How Do I Choose the Best Circuit Board Solder?

Circuit board mounting is a process in reflow soldering. Reflow soldering, also called reflow soldering, is a soldering technology developed with the advent of miniaturized electronic products. It is mainly used for soldering various surface-mounted components. The solder for this soldering technique is solder paste. Apply the appropriate amount and appropriate form of solder paste on the pads of the circuit board in advance, and then place the SMT components in the corresponding position; the solder paste has a certain viscosity to fix the components; The board enters the reflow soldering equipment. The conveying system drives the circuit board through each set temperature zone in the equipment, and the solder paste is dried, preheated, melted, wet, and cooled to solder the components to the printed board.

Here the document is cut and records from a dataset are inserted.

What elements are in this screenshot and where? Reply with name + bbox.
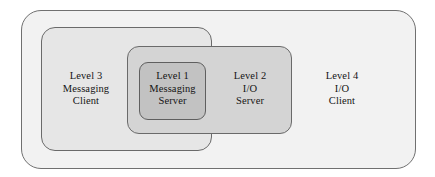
label-level2-line2: I/O — [212, 83, 288, 96]
label-level3: Level 3 Messaging Client — [48, 70, 124, 108]
label-level2: Level 2 I/O Server — [212, 70, 288, 108]
label-level4: Level 4 I/O Client — [300, 70, 384, 108]
label-level1-line1: Level 1 — [140, 70, 205, 83]
label-level1: Level 1 Messaging Server — [140, 70, 205, 108]
label-level3-line3: Client — [48, 95, 124, 108]
label-level2-line1: Level 2 — [212, 70, 288, 83]
label-level4-line2: I/O — [300, 83, 384, 96]
label-level3-line2: Messaging — [48, 83, 124, 96]
label-level4-line1: Level 4 — [300, 70, 384, 83]
label-level4-line3: Client — [300, 95, 384, 108]
levels-diagram: Level 3 Messaging Client Level 1 Messagi… — [0, 0, 435, 177]
label-level3-line1: Level 3 — [48, 70, 124, 83]
label-level2-line3: Server — [212, 95, 288, 108]
label-level1-line3: Server — [140, 95, 205, 108]
label-level1-line2: Messaging — [140, 83, 205, 96]
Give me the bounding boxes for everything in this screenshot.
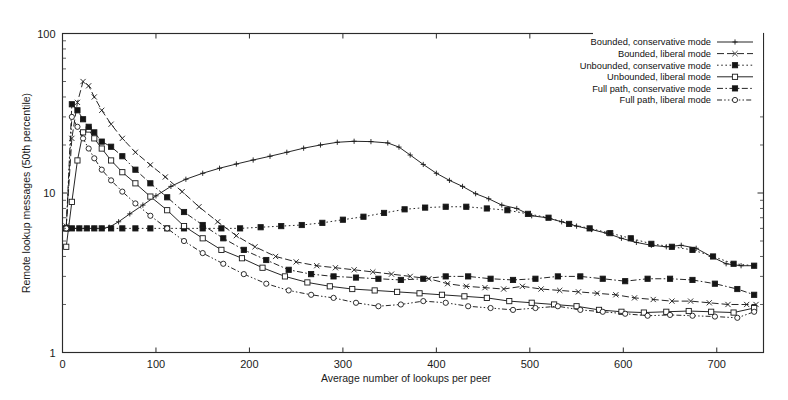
marker-open-circle (200, 250, 205, 255)
marker-filled-square (402, 207, 407, 212)
marker-plus (267, 154, 272, 159)
marker-plus (217, 166, 222, 171)
marker-open-circle (752, 309, 757, 314)
marker-open-square (732, 74, 737, 79)
marker-filled-square (488, 276, 493, 281)
marker-filled-square (690, 247, 695, 252)
marker-open-circle (165, 226, 170, 231)
marker-open-square (484, 295, 489, 300)
marker-filled-square (443, 204, 448, 209)
marker-filled-square (732, 86, 737, 91)
marker-filled-square (264, 257, 269, 262)
series-group (64, 114, 757, 320)
marker-open-square (109, 158, 114, 163)
series-group (64, 204, 757, 268)
marker-plus (318, 142, 323, 147)
marker-filled-square (600, 276, 605, 281)
x-tick-label: 600 (614, 358, 632, 370)
marker-open-circle (120, 189, 125, 194)
marker-open-square (731, 310, 736, 315)
marker-filled-square (710, 254, 715, 259)
legend-label: Bounded, liberal mode (618, 49, 711, 59)
marker-open-circle (623, 311, 628, 316)
marker-filled-square (587, 226, 592, 231)
x-tick-label: 400 (427, 358, 445, 370)
marker-open-square (350, 286, 355, 291)
marker-filled-square (133, 167, 138, 172)
marker-open-square (148, 194, 153, 199)
marker-filled-square (546, 215, 551, 220)
series-group (64, 102, 757, 298)
marker-open-circle (75, 124, 80, 129)
marker-filled-square (361, 214, 366, 219)
marker-plus (234, 161, 239, 166)
marker-filled-square (608, 231, 613, 236)
y-axis-label: Remote lookup messages (50th percentile) (20, 93, 32, 293)
marker-plus (499, 202, 504, 207)
marker-open-circle (286, 288, 291, 293)
legend-label: Bounded, conservative mode (591, 37, 711, 47)
marker-open-circle (732, 97, 737, 102)
series-markers (64, 114, 757, 320)
x-axis-label: Average number of lookups per peer (321, 372, 492, 384)
marker-filled-square (484, 206, 489, 211)
marker-plus (183, 177, 188, 182)
marker-plus (434, 171, 439, 176)
marker-open-circle (353, 300, 358, 305)
marker-open-square (99, 146, 104, 151)
marker-cross (109, 122, 114, 127)
y-tick-label: 100 (37, 28, 55, 40)
marker-filled-square (623, 279, 628, 284)
chart-curves (64, 79, 759, 321)
marker-filled-square (555, 274, 560, 279)
marker-open-circle (488, 305, 493, 310)
marker-open-square (133, 181, 138, 186)
marker-filled-square (299, 222, 304, 227)
marker-filled-square (109, 144, 114, 149)
marker-filled-square (443, 274, 448, 279)
marker-filled-square (735, 286, 740, 291)
marker-open-circle (221, 261, 226, 266)
marker-filled-square (165, 195, 170, 200)
marker-plus (460, 184, 465, 189)
x-tick-label: 0 (59, 358, 65, 370)
marker-filled-square (525, 211, 530, 216)
marker-open-circle (309, 292, 314, 297)
marker-plus (514, 206, 519, 211)
marker-filled-square (309, 272, 314, 277)
marker-filled-square (712, 281, 717, 286)
marker-open-square (529, 300, 534, 305)
marker-open-square (709, 309, 714, 314)
x-tick-label: 100 (147, 358, 165, 370)
marker-open-square (219, 247, 224, 252)
marker-plus (251, 157, 256, 162)
marker-open-circle (69, 114, 74, 119)
marker-filled-square (731, 261, 736, 266)
marker-filled-square (320, 220, 325, 225)
marker-plus (473, 191, 478, 196)
marker-open-circle (466, 304, 471, 309)
marker-filled-square (566, 221, 571, 226)
marker-filled-square (690, 277, 695, 282)
marker-filled-square (69, 102, 74, 107)
marker-filled-square (92, 226, 97, 231)
marker-filled-square (84, 226, 89, 231)
marker-plus (284, 150, 289, 155)
series-group (64, 139, 757, 269)
marker-filled-square (75, 108, 80, 113)
marker-open-circle (578, 307, 583, 312)
marker-open-square (165, 208, 170, 213)
marker-open-square (327, 284, 332, 289)
x-tick-label: 200 (240, 358, 258, 370)
marker-cross (196, 204, 201, 209)
marker-cross (148, 162, 153, 167)
marker-cross (86, 83, 91, 88)
marker-open-circle (133, 201, 138, 206)
marker-cross (215, 219, 220, 224)
series-line (66, 117, 754, 318)
marker-open-circle (421, 299, 426, 304)
marker-filled-square (181, 209, 186, 214)
marker-filled-square (421, 276, 426, 281)
marker-filled-square (279, 224, 284, 229)
marker-plus (486, 196, 491, 201)
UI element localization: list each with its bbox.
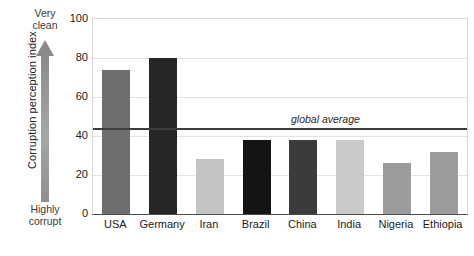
bar-india[interactable]	[336, 140, 364, 214]
bars-layer	[93, 19, 467, 214]
y-tick-label: 100	[62, 12, 88, 24]
bar-slot	[140, 19, 187, 214]
bar-slot	[187, 19, 234, 214]
global-average-label: global average	[291, 113, 360, 125]
bar-iran[interactable]	[196, 159, 224, 214]
bar-germany[interactable]	[149, 58, 177, 214]
bar-nigeria[interactable]	[383, 163, 411, 214]
bar-usa[interactable]	[102, 70, 130, 214]
x-tick-label-brazil: Brazil	[232, 218, 279, 230]
y-tick-label: 40	[62, 129, 88, 141]
x-tick-label-ethiopia: Ethiopia	[419, 218, 466, 230]
y-axis-tick-labels: 020406080100	[60, 0, 88, 256]
x-tick-label-nigeria: Nigeria	[373, 218, 420, 230]
global-average-line	[93, 128, 467, 130]
direction-arrow	[36, 40, 54, 202]
y-tick-label: 60	[62, 90, 88, 102]
arrow-shaft	[41, 54, 49, 202]
x-tick-label-germany: Germany	[139, 218, 186, 230]
x-tick-label-usa: USA	[92, 218, 139, 230]
x-tick-label-iran: Iran	[186, 218, 233, 230]
bar-slot	[93, 19, 140, 214]
y-tick-label: 80	[62, 51, 88, 63]
bar-brazil[interactable]	[243, 140, 271, 214]
bar-china[interactable]	[289, 140, 317, 214]
x-axis-tick-labels: USAGermanyIranBrazilChinaIndiaNigeriaEth…	[92, 218, 466, 238]
plot-area: global average	[92, 18, 468, 215]
y-tick-label: 0	[62, 207, 88, 219]
x-tick-label-china: China	[279, 218, 326, 230]
y-tick-label: 20	[62, 168, 88, 180]
bar-slot	[420, 19, 467, 214]
bar-ethiopia[interactable]	[430, 152, 458, 214]
bar-slot	[233, 19, 280, 214]
corruption-perception-index-chart: Corruption perception index Very clean H…	[0, 0, 474, 256]
bar-slot	[374, 19, 421, 214]
x-tick-label-india: India	[326, 218, 373, 230]
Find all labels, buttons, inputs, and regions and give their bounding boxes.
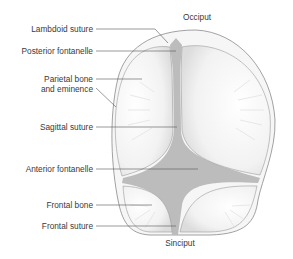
label-parietal-bone: Parietal bone: [44, 74, 93, 84]
label-frontal-suture: Frontal suture: [42, 221, 93, 231]
label-parietal-eminence: and eminence: [41, 84, 93, 94]
label-frontal-bone: Frontal bone: [46, 200, 93, 210]
label-occiput: Occiput: [183, 12, 211, 22]
label-posterior-fontanelle: Posterior fontanelle: [22, 46, 94, 56]
label-sagittal-suture: Sagittal suture: [40, 122, 93, 132]
label-anterior-fontanelle: Anterior fontanelle: [26, 164, 93, 174]
leader-eminence: [96, 88, 116, 107]
label-lambdoid-suture: Lambdoid suture: [31, 24, 93, 34]
label-sinciput: Sinciput: [165, 238, 195, 248]
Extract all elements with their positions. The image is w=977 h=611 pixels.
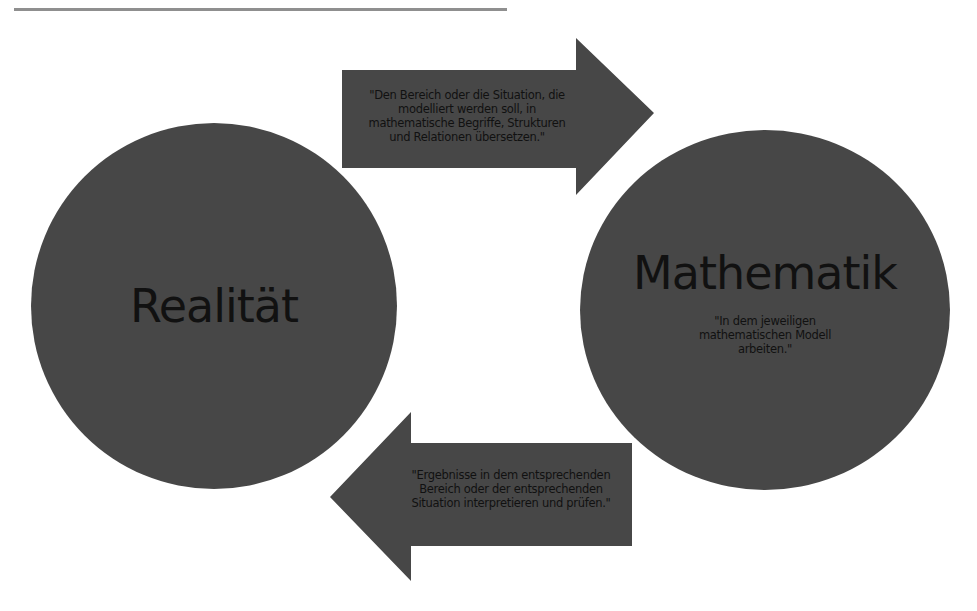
arrow-left-label: "Ergebnisse in dem entsprechenden Bereic… xyxy=(378,468,636,510)
arrow-right-label-line: und Relationen übersetzen." xyxy=(342,130,592,144)
realitaet-title-text: Realität xyxy=(130,279,298,333)
arrow-right-label: "Den Bereich oder die Situation, die mod… xyxy=(342,88,592,144)
mathematik-title: Mathematik xyxy=(580,250,950,296)
mathematik-description: "In dem jeweiligen mathematischen Modell… xyxy=(600,314,930,356)
arrow-right-label-line: mathematische Begriffe, Strukturen xyxy=(342,116,592,130)
mathematik-description-line: "In dem jeweiligen xyxy=(600,314,930,328)
realitaet-title: Realität xyxy=(31,283,397,329)
mathematik-description-line: arbeiten." xyxy=(600,342,930,356)
arrow-left-label-line: Bereich oder der entsprechenden xyxy=(378,482,636,496)
arrow-left-label-line: Situation interpretieren und prüfen." xyxy=(378,496,636,510)
arrow-left-label-line: "Ergebnisse in dem entsprechenden xyxy=(378,468,636,482)
mathematik-circle xyxy=(580,130,950,490)
mathematik-title-text: Mathematik xyxy=(633,246,897,300)
arrow-right-label-line: modelliert werden soll, in xyxy=(342,102,592,116)
arrow-right-label-line: "Den Bereich oder die Situation, die xyxy=(342,88,592,102)
mathematik-description-line: mathematischen Modell xyxy=(600,328,930,342)
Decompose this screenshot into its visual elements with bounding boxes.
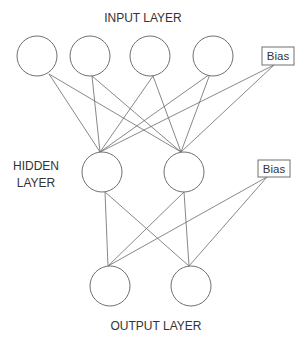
input-node-3 — [130, 36, 170, 76]
edge-bias-h2 — [181, 65, 274, 152]
edge-i4-h2 — [181, 74, 210, 152]
input-node-4 — [193, 36, 233, 76]
hidden-node-1 — [82, 152, 122, 192]
hidden-layer-label-line1: HIDDEN — [13, 159, 59, 173]
output-node-2 — [171, 266, 211, 306]
edge-h2-o1 — [108, 192, 184, 266]
edge-i1-h2 — [49, 74, 181, 152]
input-to-hidden-edges — [49, 65, 274, 152]
edge-i1-h1 — [49, 74, 100, 152]
input-bias-label: Bias — [267, 50, 290, 62]
hidden-node-2 — [164, 152, 204, 192]
input-layer-label: INPUT LAYER — [104, 11, 182, 25]
output-layer — [90, 266, 211, 306]
input-layer: Bias — [17, 36, 294, 76]
edge-hbias-o2 — [189, 177, 267, 266]
edge-i3-h1 — [100, 76, 153, 152]
edge-bias-h1 — [100, 65, 274, 152]
edge-h2-o2 — [184, 192, 189, 266]
hidden-bias-label: Bias — [263, 163, 286, 175]
neural-network-diagram: Bias Bias INPUT LAYER HIDDEN LAYER OUTPU… — [0, 0, 306, 339]
output-layer-label: OUTPUT LAYER — [111, 319, 202, 333]
edge-h1-o2 — [105, 192, 189, 266]
input-node-2 — [70, 36, 110, 76]
edge-h1-o1 — [105, 192, 108, 266]
input-node-1 — [17, 36, 57, 76]
output-node-1 — [90, 266, 130, 306]
edge-i2-h2 — [92, 76, 181, 152]
hidden-layer-label-line2: LAYER — [17, 176, 56, 190]
edge-i2-h1 — [92, 76, 100, 152]
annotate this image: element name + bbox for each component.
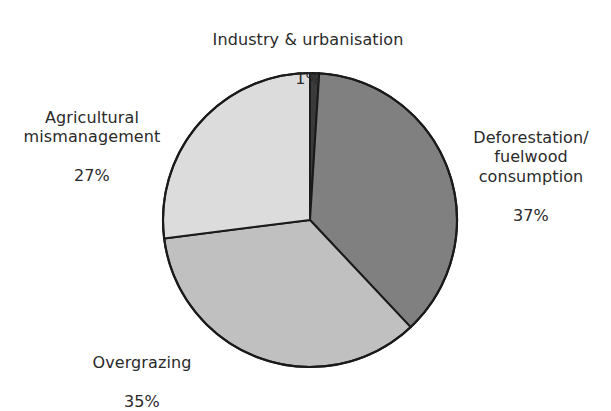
pie-label-deforestation-value: 37% (452, 206, 610, 226)
pie-label-agricultural: Agricultural mismanagement 27% (6, 88, 178, 205)
pie-label-overgrazing-value: 35% (36, 392, 248, 411)
pie-label-deforestation-name: Deforestation/ fuelwood consumption (452, 128, 610, 187)
pie-label-industry-value: 1% (158, 69, 458, 89)
pie-label-deforestation: Deforestation/ fuelwood consumption 37% (452, 108, 610, 245)
pie-label-overgrazing: Overgrazing 35% (36, 333, 248, 411)
pie-label-industry-name: Industry & urbanisation (158, 30, 458, 50)
pie-label-overgrazing-name: Overgrazing (36, 353, 248, 373)
pie-label-agricultural-value: 27% (6, 166, 178, 186)
pie-label-agricultural-name: Agricultural mismanagement (6, 108, 178, 147)
pie-slice-group (163, 73, 457, 367)
pie-label-industry: Industry & urbanisation 1% (158, 10, 458, 108)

The core part of reflow soldering is to use an external heat source to heat, so that the solder melts and flows again and wets to complete the soldering process of the circuit board.

Circuit board mounting

Selecting solder with strong adhesion, the printing accuracy of the solder and the placement accuracy of the components also need to be improved;
The external electrodes of the component need to have good wettability and wet stability. Recommendation: temperature 40 , humidity 70% RH, the service life of incoming components should not exceed 6 months;
Use a small pad width to reduce surface tension on the component end when the solder is melted. In addition, the printing thickness of the solder can be appropriately reduced, such as 100 m;
The setting of welding temperature management conditions is also a factor of component upright. The usual goal is to make the heating uniform, especially before the welding fillet of the two connection ends of the component is formed, the balanced heating must not fluctuate.
1. Establishment of temperature curve
Poor wetting refers to the solder and the pad (copper foil) of the circuit board or the external electrodes of the SMD during the soldering process. After wetting, no mutual reaction layer is formed, resulting in missing soldering or less soldering failure. Most of the reasons are caused by contamination of the surface of the solder joint or adhesion of solder resist, or the formation of a metal compound layer on the surface of the joint.
For example, sulfide on the surface of silver and oxide on the surface of tin can cause poor wetting. In addition, when the residual aluminum, zinc, cadmium, etc. in the solder exceeds 0.005% or more, the degree of activation is reduced due to the hygroscopic effect of the flux, and poor wetting may also occur. Therefore, anti-fouling measures must be taken on the surface of the soldering substrate and components. Select the appropriate solder and set a reasonable soldering temperature curve.
The reflow process is divided into lead-free and leaded. Lead-free devices have very different soldering components. The temperature control, especially the process, requires higher temperature curves than the leaded process. In actual applications, repeated process tests are required to achieve this. Satisfactory effect.